From the pages of sober financial journals to Hollywood’s slapstick-econ adaptation of The Big Short, commentators often note that no American banks were indicted in the wake of the 2008 financial cave-in. Hoop Dreams director Steve James is here to say that’s not true. In May 2012, New York’s district attorney brought charges against Abacus Federal Savings Bank and 19 of its employees.
The case was little covered at the time, and while its outcome is a matter of public record, James prefers that reviewers not reveal whether the verdict was guilty, innocent, or mixed. That’s because his Abacus: Small Enough to Jail is a compelling non-fiction thriller. It should engross most viewers, even those who’ve resisted learning what a subprime mortgage is.
As it happens, Abacus didn’t deal in subprime. The Chinatown-based bank also didn’t package its mortgages into the sort of financial instruments that made The Big Short‘s machinations so arcane. In fact, the bank had one of the lowest default rates in the country.
The problem was a loan officer, Ken Yu, who asked borrowers for bribes and falsified income statements for mortgage applications. His activities were hard to track, because, as the film explains, Chinatown residents are more likely to make cash transactions than the average American consumer. Also, Yu spoke a dialect that even most of his fellow Abacus employees didn’t understand.
That includes Jill Sung and Vera Sung, the English-speaking, Connecticut-raised sisters who had inherited day-to-day operations from their father, one of the bank’s founders. Shanghai-born but all-American, Thomas Sung is a devotee of It’s a Wonderful Life, an affection James could hardly help but exploit. Thomas Sung even once halted a bank run with the aplomb of James Stewart’s George Bailey.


How to complete this task:
The response must consist of every line of the listing, reproduced verbatim.

○ ○ ○ ○ ○

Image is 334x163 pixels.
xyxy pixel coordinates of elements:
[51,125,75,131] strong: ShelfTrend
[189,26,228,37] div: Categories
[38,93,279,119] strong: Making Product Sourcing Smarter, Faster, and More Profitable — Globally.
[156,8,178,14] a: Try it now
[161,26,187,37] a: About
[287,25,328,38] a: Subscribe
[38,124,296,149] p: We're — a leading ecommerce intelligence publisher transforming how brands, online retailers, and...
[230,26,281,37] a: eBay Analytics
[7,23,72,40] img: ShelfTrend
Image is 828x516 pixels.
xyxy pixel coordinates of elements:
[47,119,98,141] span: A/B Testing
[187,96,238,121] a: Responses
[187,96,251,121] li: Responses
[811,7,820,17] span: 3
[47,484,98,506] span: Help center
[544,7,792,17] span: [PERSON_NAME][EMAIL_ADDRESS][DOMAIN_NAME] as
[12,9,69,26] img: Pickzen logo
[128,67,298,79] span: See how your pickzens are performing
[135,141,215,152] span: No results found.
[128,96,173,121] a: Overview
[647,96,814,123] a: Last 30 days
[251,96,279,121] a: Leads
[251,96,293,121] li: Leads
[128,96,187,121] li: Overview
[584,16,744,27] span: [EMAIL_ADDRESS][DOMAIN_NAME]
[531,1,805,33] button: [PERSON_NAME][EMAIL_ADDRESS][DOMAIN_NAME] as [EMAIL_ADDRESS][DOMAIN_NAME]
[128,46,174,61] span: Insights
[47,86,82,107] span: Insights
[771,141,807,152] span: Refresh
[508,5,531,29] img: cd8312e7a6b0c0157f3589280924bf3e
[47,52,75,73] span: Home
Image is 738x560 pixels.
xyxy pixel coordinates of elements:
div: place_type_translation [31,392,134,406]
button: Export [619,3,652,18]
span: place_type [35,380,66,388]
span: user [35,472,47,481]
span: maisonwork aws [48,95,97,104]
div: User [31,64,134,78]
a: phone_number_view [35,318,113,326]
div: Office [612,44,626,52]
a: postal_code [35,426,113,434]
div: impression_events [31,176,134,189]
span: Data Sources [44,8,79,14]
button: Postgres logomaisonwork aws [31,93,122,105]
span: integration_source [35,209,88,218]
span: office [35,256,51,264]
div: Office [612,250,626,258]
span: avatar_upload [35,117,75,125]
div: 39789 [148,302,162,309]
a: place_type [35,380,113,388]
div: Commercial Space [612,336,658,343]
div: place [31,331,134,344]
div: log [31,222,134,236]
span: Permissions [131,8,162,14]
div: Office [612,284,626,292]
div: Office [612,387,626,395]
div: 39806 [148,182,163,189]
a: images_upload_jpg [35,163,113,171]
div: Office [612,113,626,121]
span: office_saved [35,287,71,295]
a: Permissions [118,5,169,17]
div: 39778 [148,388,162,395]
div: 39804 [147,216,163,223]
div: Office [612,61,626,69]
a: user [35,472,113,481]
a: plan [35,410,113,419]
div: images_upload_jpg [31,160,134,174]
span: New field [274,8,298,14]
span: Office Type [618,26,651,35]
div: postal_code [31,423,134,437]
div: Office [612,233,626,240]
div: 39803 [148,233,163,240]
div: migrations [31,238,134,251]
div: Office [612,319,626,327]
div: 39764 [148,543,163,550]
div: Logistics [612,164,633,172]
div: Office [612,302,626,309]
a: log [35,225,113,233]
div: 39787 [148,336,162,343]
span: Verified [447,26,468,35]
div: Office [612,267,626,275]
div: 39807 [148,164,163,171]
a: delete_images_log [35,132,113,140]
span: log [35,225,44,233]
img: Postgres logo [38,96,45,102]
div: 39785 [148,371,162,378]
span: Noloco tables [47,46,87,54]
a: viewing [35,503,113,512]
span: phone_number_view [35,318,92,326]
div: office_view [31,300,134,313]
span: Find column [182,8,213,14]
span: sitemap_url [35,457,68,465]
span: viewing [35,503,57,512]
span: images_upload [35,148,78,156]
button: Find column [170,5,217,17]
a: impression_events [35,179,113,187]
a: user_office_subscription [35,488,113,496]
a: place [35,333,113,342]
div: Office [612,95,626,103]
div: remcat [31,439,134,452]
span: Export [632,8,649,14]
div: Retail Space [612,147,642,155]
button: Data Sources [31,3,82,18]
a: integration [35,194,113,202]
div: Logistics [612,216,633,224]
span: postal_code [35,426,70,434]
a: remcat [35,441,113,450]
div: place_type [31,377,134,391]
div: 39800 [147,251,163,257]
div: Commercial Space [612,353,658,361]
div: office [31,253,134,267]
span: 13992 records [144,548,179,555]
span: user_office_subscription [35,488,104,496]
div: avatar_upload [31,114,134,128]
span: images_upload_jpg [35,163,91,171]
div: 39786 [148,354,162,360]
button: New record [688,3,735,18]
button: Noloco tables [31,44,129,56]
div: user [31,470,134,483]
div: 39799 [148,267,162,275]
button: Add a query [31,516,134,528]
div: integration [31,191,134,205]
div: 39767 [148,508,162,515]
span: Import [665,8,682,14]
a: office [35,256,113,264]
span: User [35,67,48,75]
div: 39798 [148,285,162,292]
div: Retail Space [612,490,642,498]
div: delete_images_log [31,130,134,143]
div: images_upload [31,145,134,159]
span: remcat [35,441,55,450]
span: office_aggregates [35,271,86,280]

○ ○ ○ ○ ○

Response area:
Image is 334x163 pixels.
xyxy pixel coordinates of elements:
[51,125,75,131] strong: ShelfTrend
[189,26,228,37] div: Categories
[38,93,279,119] strong: Making Product Sourcing Smarter, Faster, and More Profitable — Globally.
[156,8,178,14] a: Try it now
[161,26,187,37] a: About
[287,25,328,38] a: Subscribe
[38,124,296,149] p: We're — a leading ecommerce intelligence publisher transforming how brands, online retailers, and...
[230,26,281,37] a: eBay Analytics
[7,23,72,40] img: ShelfTrend
Image is 828x516 pixels.
xyxy pixel coordinates of elements:
[47,119,98,141] span: A/B Testing
[187,96,238,121] a: Responses
[187,96,251,121] li: Responses
[811,7,820,17] span: 3
[47,484,98,506] span: Help center
[544,7,792,17] span: [PERSON_NAME][EMAIL_ADDRESS][DOMAIN_NAME] as
[12,9,69,26] img: Pickzen logo
[128,67,298,79] span: See how your pickzens are performing
[135,141,215,152] span: No results found.
[128,96,173,121] a: Overview
[647,96,814,123] a: Last 30 days
[251,96,279,121] a: Leads
[251,96,293,121] li: Leads
[128,96,187,121] li: Overview
[584,16,744,27] span: [EMAIL_ADDRESS][DOMAIN_NAME]
[531,1,805,33] button: [PERSON_NAME][EMAIL_ADDRESS][DOMAIN_NAME] as [EMAIL_ADDRESS][DOMAIN_NAME]
[128,46,174,61] span: Insights
[47,86,82,107] span: Insights
[771,141,807,152] span: Refresh
[508,5,531,29] img: cd8312e7a6b0c0157f3589280924bf3e
[47,52,75,73] span: Home
Image is 738x560 pixels.
xyxy pixel coordinates of elements:
div: place_type_translation [31,392,134,406]
button: Export [619,3,652,18]
span: place_type [35,380,66,388]
span: user [35,472,47,481]
span: maisonwork aws [48,95,97,104]
div: User [31,64,134,78]
a: phone_number_view [35,318,113,326]
div: Office [612,44,626,52]
a: postal_code [35,426,113,434]
div: impression_events [31,176,134,189]
span: Data Sources [44,8,79,14]
button: Postgres logomaisonwork aws [31,93,122,105]
span: integration_source [35,209,88,218]
span: office [35,256,51,264]
div: Office [612,250,626,258]
span: avatar_upload [35,117,75,125]
div: 39789 [148,302,162,309]
a: place_type [35,380,113,388]
div: Commercial Space [612,336,658,343]
div: place [31,331,134,344]
div: log [31,222,134,236]
span: Permissions [131,8,162,14]
div: Office [612,284,626,292]
div: Office [612,387,626,395]
div: 39806 [148,182,163,189]
a: images_upload_jpg [35,163,113,171]
div: Office [612,113,626,121]
span: office_saved [35,287,71,295]
a: Permissions [118,5,169,17]
div: 39778 [148,388,162,395]
div: 39804 [147,216,163,223]
div: Office [612,61,626,69]
a: user [35,472,113,481]
a: plan [35,410,113,419]
div: images_upload_jpg [31,160,134,174]
span: New field [274,8,298,14]
span: Office Type [618,26,651,35]
div: postal_code [31,423,134,437]
div: Office [612,233,626,240]
div: 39803 [148,233,163,240]
div: migrations [31,238,134,251]
div: Office [612,319,626,327]
div: 39764 [148,543,163,550]
div: Logistics [612,164,633,172]
div: Office [612,302,626,309]
a: log [35,225,113,233]
div: 39787 [148,336,162,343]
span: Verified [447,26,468,35]
div: Office [612,267,626,275]
div: 39807 [148,164,163,171]
a: delete_images_log [35,132,113,140]
span: log [35,225,44,233]
img: Postgres logo [38,96,45,102]
div: 39785 [148,371,162,378]
span: Noloco tables [47,46,87,54]
a: viewing [35,503,113,512]
span: phone_number_view [35,318,92,326]
div: office_view [31,300,134,313]
span: Find column [182,8,213,14]
span: sitemap_url [35,457,68,465]
span: viewing [35,503,57,512]
span: images_upload [35,148,78,156]
button: Find column [170,5,217,17]
a: impression_events [35,179,113,187]
a: user_office_subscription [35,488,113,496]
a: place [35,333,113,342]
div: Office [612,95,626,103]
div: remcat [31,439,134,452]
span: Export [632,8,649,14]
div: Retail Space [612,147,642,155]
button: Data Sources [31,3,82,18]
a: integration [35,194,113,202]
div: Logistics [612,216,633,224]
span: postal_code [35,426,70,434]
a: remcat [35,441,113,450]
div: place_type [31,377,134,391]
div: 39800 [147,251,163,257]
div: Commercial Space [612,353,658,361]
div: office [31,253,134,267]
span: 13992 records [144,548,179,555]
span: user_office_subscription [35,488,104,496]
div: avatar_upload [31,114,134,128]
span: images_upload_jpg [35,163,91,171]
div: 39786 [148,354,162,360]
button: New record [688,3,735,18]
button: Noloco tables [31,44,129,56]
div: user [31,470,134,483]
div: 39799 [148,267,162,275]
button: Add a query [31,516,134,528]
div: integration [31,191,134,205]
div: 39767 [148,508,162,515]
span: Import [665,8,682,14]
a: office [35,256,113,264]
span: User [35,67,48,75]
div: 39798 [148,285,162,292]
div: Retail Space [612,490,642,498]
div: delete_images_log [31,130,134,143]
div: images_upload [31,145,134,159]
span: remcat [35,441,55,450]
span: office_aggregates [35,271,86,280]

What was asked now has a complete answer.